ARCHIVE is not your typical drag show — and not just because it actually starts on time.
It begins with four painted faces floating on a transparent screen. Disembodied in blackness, they slowly shift through a range of emotions — joy, sadness, confusion, anger, fear — until drifting closer into an amorphous blob of overlapping features.
This pre-show display (serving part Bohemian Rhapsody, part final shot of Pearl) hypnotically draws the audience into the world of the Darlings' one-hour show, while foreshadowing its themes of identity and intimacy.
The floating faces are, of course, the Darlings themselves, composed of local multidisciplinary non-binary drag artists Continental Breakfast, Maiden China, Rose Butch and PM. While you may have seen these performers lip-sync their hearts out at your drag show of choice (including here at UBC!), you probably haven’t seen them quite like this before.
In ARCHIVE, the Darlings partner with Chimerik 似不像 Collective to take the art of drag to new experimental and technical heights, with new, reworked and reimagined pieces. The show combines dance, storytelling, performance art, light shows, projections and holograms into an equally dazzling and melancholic retrospection on the last five years of the group and their Queer coming-of-age stories. The most impressive feature is the transparent screen used throughout much of the show, which plays projected images while still leaving the performers behind visible. The screen creates a dream-like effect that the Darlings take full advantage of.
Rose Butch slow-dances with holographic figures, Maiden China playfully peeks from behind the window of a childlike drawing and Continental Breakfast and PM dance in unison behind their own distorted outlines.
Each tableau plays with memories and connections between the performers, expertly woven into a nostalgic tapestry of performances. The Darlings communicate these connections in intimate scenes, like cutting each other’s nails, feeding each other the flesh of an orange and delicately undressing each other. These moments reflect how Queer and Trans people nurture each other and form chosen families where traditional supports fall short.
In another piece that recurs throughout the show, the Darlings read memories from journals — a childhood trip to the beach, trying on a binder for the first time, losing their parents' car while high on molly. The audience at first assumes each memory is the reader’s own, until slowly realizing they are actually reading snippets from each other’s lives, highlighting both the uniqueness and universality of Queer experiences.
The Birdhouse, the newest venture of Queer-and-Trans-run Eastside Studios, is an intimate and eclectic venue. While smaller than its predecessor the Warehouse (RIP), the Birdhouse offers the same artsy Queer charm (and worry not, there are still plenty of disco balls).
A room to the side of the performance space is set up as a museum of memories that attendees were free to peruse before and after the show. Projectors and TVs play some of the Darlings’ past works, including their COVID offerings, Quarantine I and Quarantine II. Couches recognizable from these quarantine projects, and presumably from the Darlings' own homes, are staged around the room. Personal photos, newspaper clippings and handwritten notes hang from strings, inviting vertically challenged visitors like myself onto our tiptoes for closer inspection.
At a time when Trans rights are under attack, it’s crucial that we support art that challenges gender binaries and centres Trans expression. It’s unknown whether ARCHIVE in the form I saw on June 16 will ever be performed again, but future Darlings shows are sure to offer a similarly inventive and immersive experience that you won’t want to miss.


# [THE TASK]
Start at the line that contains "give me the". Repeat it and each line after it, exactly, up to and including the final line of the data.

# [EXERCISE DATA]

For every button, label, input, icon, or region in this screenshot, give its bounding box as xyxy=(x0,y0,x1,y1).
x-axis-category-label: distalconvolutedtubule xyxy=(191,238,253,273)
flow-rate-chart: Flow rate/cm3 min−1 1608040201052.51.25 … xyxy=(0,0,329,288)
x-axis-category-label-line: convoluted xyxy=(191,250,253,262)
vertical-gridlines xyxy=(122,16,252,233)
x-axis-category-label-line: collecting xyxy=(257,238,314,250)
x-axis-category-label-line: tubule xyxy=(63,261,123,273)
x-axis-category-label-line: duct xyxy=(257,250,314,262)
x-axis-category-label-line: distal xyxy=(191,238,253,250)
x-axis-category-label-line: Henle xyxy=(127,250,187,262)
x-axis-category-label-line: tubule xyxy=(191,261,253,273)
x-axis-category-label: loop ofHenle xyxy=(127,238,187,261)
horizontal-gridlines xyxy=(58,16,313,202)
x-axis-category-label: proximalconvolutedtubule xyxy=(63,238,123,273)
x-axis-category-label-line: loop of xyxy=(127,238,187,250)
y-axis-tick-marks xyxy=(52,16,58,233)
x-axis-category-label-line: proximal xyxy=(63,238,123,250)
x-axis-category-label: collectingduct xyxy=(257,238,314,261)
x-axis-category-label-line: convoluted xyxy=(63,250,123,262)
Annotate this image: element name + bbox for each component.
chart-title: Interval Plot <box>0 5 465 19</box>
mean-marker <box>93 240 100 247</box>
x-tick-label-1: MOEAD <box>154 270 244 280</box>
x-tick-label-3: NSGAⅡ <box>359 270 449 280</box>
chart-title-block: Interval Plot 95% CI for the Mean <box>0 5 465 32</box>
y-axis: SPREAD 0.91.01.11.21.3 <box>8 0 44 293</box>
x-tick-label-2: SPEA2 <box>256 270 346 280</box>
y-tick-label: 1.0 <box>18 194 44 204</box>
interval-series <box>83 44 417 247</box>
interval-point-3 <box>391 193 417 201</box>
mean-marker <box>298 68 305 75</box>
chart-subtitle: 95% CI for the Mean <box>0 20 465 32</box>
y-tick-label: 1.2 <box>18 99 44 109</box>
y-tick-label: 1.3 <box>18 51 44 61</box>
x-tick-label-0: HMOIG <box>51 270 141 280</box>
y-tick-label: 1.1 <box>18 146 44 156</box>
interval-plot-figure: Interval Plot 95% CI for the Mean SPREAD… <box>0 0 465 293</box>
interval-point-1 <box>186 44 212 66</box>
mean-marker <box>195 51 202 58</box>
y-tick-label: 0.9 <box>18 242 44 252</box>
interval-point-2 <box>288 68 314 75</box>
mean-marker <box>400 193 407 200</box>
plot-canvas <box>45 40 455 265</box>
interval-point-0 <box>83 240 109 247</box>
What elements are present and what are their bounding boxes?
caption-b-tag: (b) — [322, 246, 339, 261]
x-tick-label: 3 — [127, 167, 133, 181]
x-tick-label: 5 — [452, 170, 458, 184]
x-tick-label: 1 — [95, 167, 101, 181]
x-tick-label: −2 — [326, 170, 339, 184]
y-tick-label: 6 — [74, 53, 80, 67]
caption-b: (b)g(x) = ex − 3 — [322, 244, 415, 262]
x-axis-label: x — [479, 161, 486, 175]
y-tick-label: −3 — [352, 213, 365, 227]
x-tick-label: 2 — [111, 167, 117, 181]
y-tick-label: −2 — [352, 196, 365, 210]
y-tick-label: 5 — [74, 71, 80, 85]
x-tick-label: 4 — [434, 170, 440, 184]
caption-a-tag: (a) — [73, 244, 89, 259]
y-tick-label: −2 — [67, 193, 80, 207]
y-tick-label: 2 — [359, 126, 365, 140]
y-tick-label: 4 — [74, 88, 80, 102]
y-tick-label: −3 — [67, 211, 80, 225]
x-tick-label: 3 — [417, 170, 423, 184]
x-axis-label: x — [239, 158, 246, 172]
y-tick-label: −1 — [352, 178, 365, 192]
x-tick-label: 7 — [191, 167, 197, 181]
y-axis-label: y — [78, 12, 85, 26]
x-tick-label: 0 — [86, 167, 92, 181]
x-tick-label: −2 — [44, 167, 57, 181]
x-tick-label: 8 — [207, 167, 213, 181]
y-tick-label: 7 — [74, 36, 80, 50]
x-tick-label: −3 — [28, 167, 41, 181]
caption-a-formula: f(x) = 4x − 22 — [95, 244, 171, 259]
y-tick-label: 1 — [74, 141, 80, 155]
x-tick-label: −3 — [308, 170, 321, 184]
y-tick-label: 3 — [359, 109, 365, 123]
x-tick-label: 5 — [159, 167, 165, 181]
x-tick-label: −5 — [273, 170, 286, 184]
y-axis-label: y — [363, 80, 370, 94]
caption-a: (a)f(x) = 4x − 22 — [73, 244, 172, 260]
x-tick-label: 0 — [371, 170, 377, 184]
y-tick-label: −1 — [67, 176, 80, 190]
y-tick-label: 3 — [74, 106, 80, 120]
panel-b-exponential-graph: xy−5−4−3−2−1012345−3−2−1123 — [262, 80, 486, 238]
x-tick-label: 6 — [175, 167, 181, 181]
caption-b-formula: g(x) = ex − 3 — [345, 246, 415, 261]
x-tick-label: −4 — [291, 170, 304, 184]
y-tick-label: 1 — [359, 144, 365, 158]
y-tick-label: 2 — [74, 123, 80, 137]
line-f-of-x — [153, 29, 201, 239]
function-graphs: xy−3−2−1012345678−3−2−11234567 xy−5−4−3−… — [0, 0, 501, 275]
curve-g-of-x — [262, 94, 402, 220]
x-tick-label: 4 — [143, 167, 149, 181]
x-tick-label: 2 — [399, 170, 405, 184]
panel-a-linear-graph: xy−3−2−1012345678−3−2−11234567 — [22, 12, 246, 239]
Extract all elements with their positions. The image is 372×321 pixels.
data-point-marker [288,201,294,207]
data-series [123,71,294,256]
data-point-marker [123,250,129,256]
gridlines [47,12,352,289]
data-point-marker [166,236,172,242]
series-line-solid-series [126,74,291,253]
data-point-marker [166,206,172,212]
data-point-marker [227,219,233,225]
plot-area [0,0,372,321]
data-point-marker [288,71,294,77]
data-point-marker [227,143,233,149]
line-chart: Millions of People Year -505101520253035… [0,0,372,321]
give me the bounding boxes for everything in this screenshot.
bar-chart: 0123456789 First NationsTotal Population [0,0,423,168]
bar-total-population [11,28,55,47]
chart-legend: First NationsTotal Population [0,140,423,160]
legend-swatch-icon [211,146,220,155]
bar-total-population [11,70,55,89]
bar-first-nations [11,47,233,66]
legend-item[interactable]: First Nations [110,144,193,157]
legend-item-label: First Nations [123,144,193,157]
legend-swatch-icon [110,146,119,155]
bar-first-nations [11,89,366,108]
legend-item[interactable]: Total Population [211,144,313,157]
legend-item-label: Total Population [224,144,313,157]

# [RESULT OF THIS TASK]
give me the bounding boxes for everything in this screenshot.
bar-chart: 0123456789 First NationsTotal Population [0,0,423,168]
bar-total-population [11,28,55,47]
chart-legend: First NationsTotal Population [0,140,423,160]
legend-swatch-icon [211,146,220,155]
bar-total-population [11,70,55,89]
bar-first-nations [11,47,233,66]
legend-item[interactable]: First Nations [110,144,193,157]
legend-item-label: First Nations [123,144,193,157]
legend-swatch-icon [110,146,119,155]
bar-first-nations [11,89,366,108]
legend-item[interactable]: Total Population [211,144,313,157]
legend-item-label: Total Population [224,144,313,157]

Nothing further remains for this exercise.